> _TASK PROMPT_:
When you write out the listing, keep every word as it stands and drop the pictures.

> _EXERCISE INPUTS_:
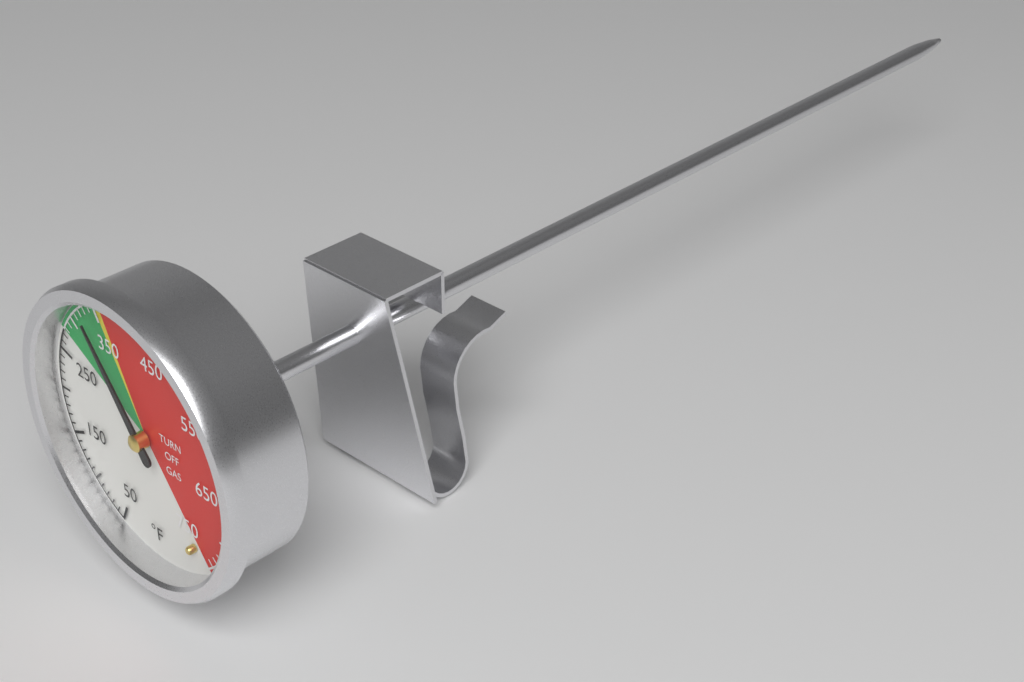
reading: 330 °F
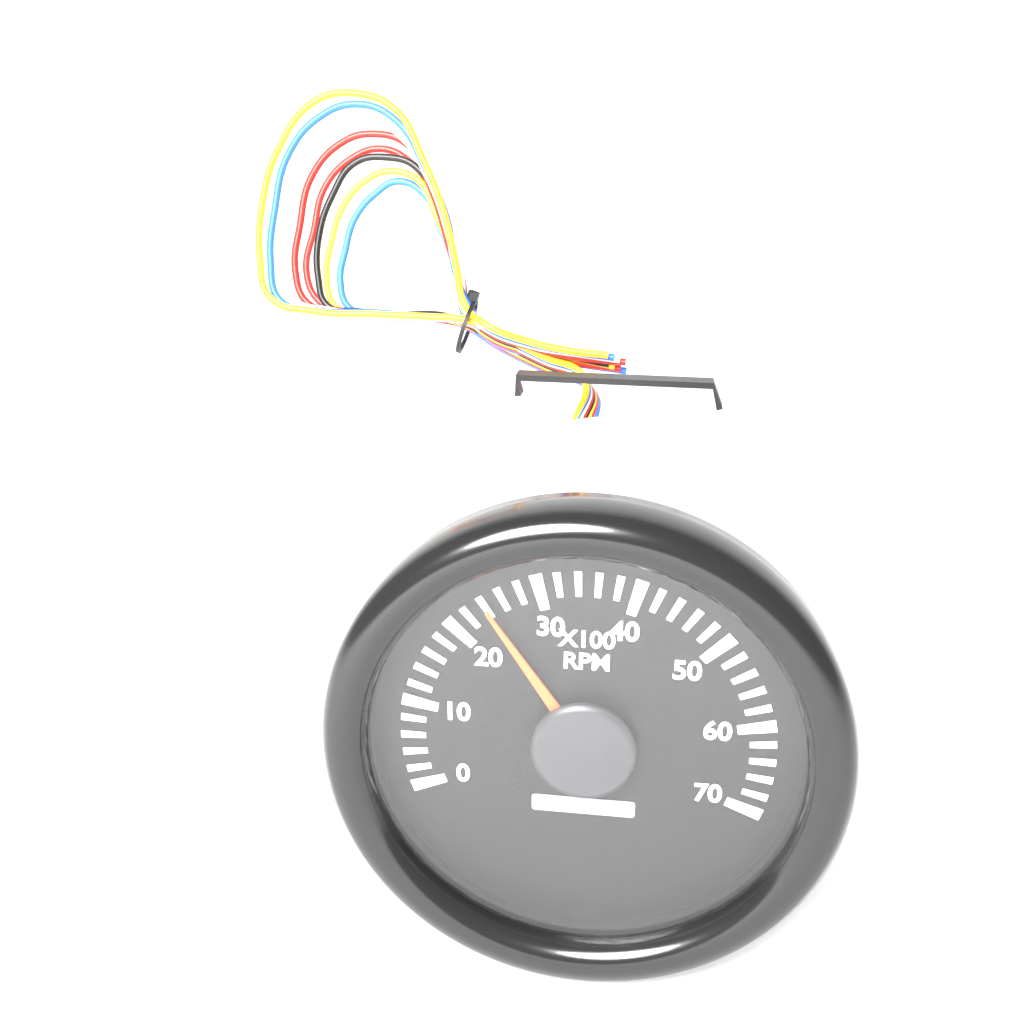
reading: 24 x100 RPM
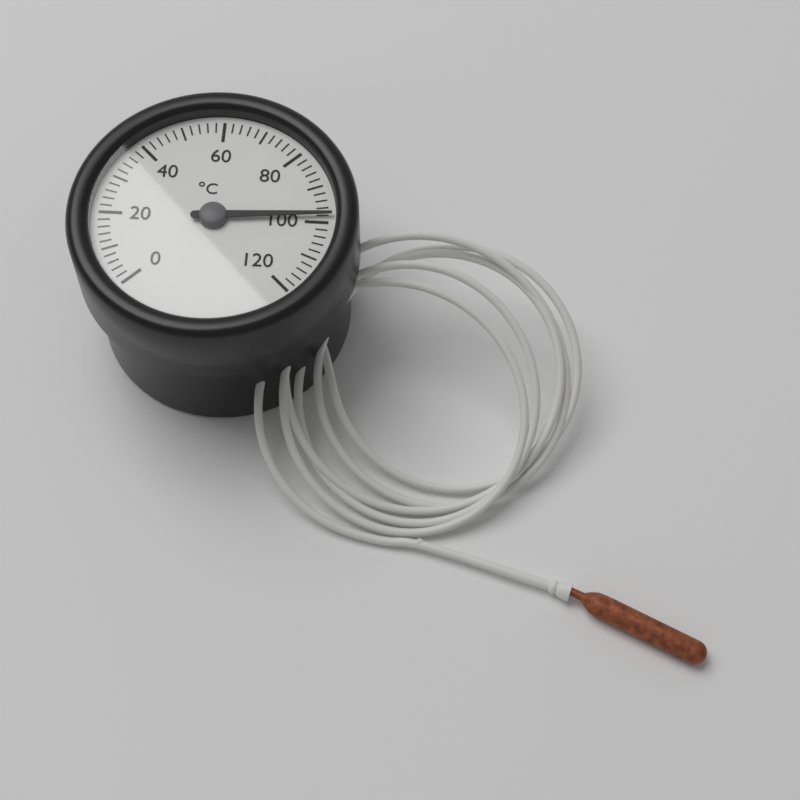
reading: 98 °C
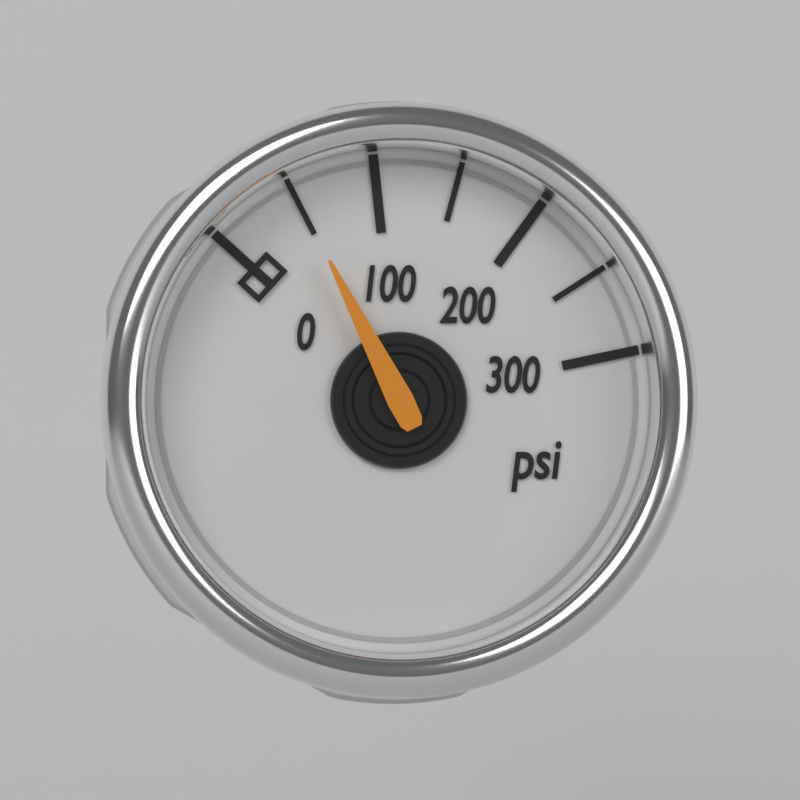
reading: 50 psi
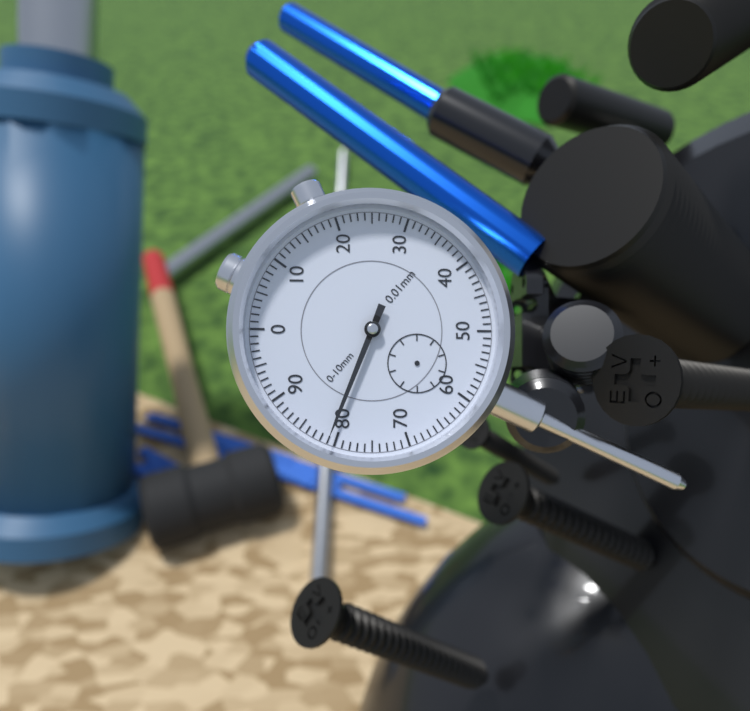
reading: 0.81 mm
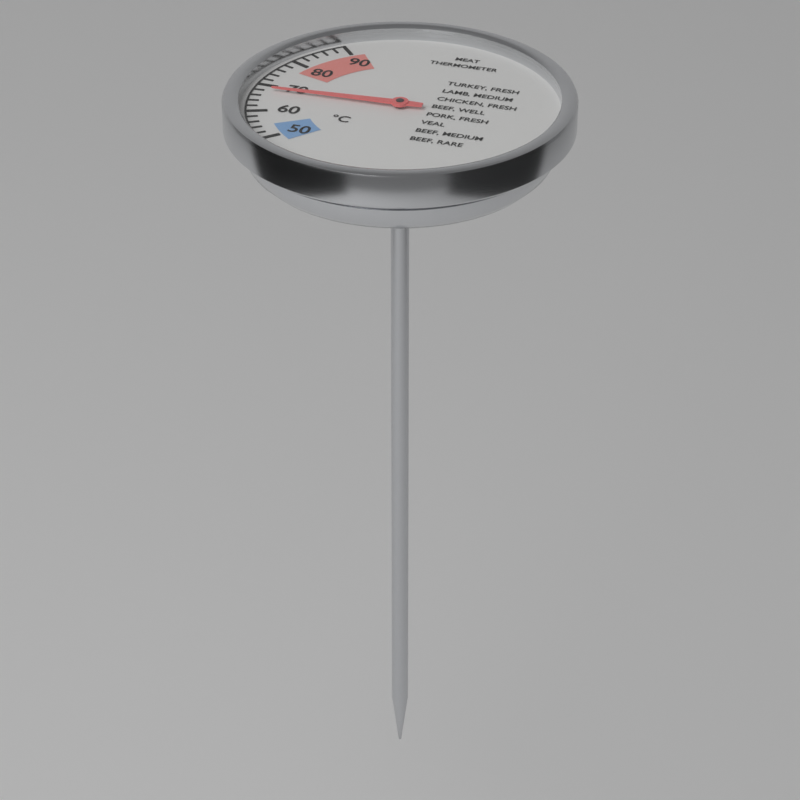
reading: 68 °C
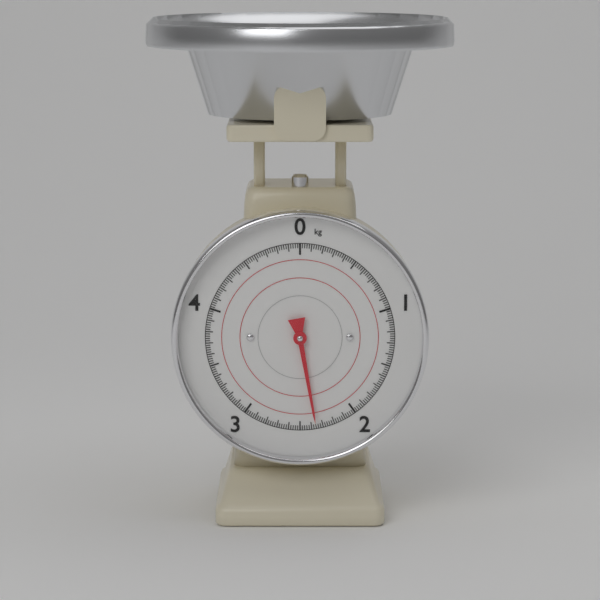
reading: 2.36 kg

> _ANSWER TO THE EXERCISE_:
reading: 330 °F
reading: 24 x100 RPM
reading: 98 °C
reading: 50 psi
reading: 0.81 mm
reading: 68 °C
reading: 2.36 kg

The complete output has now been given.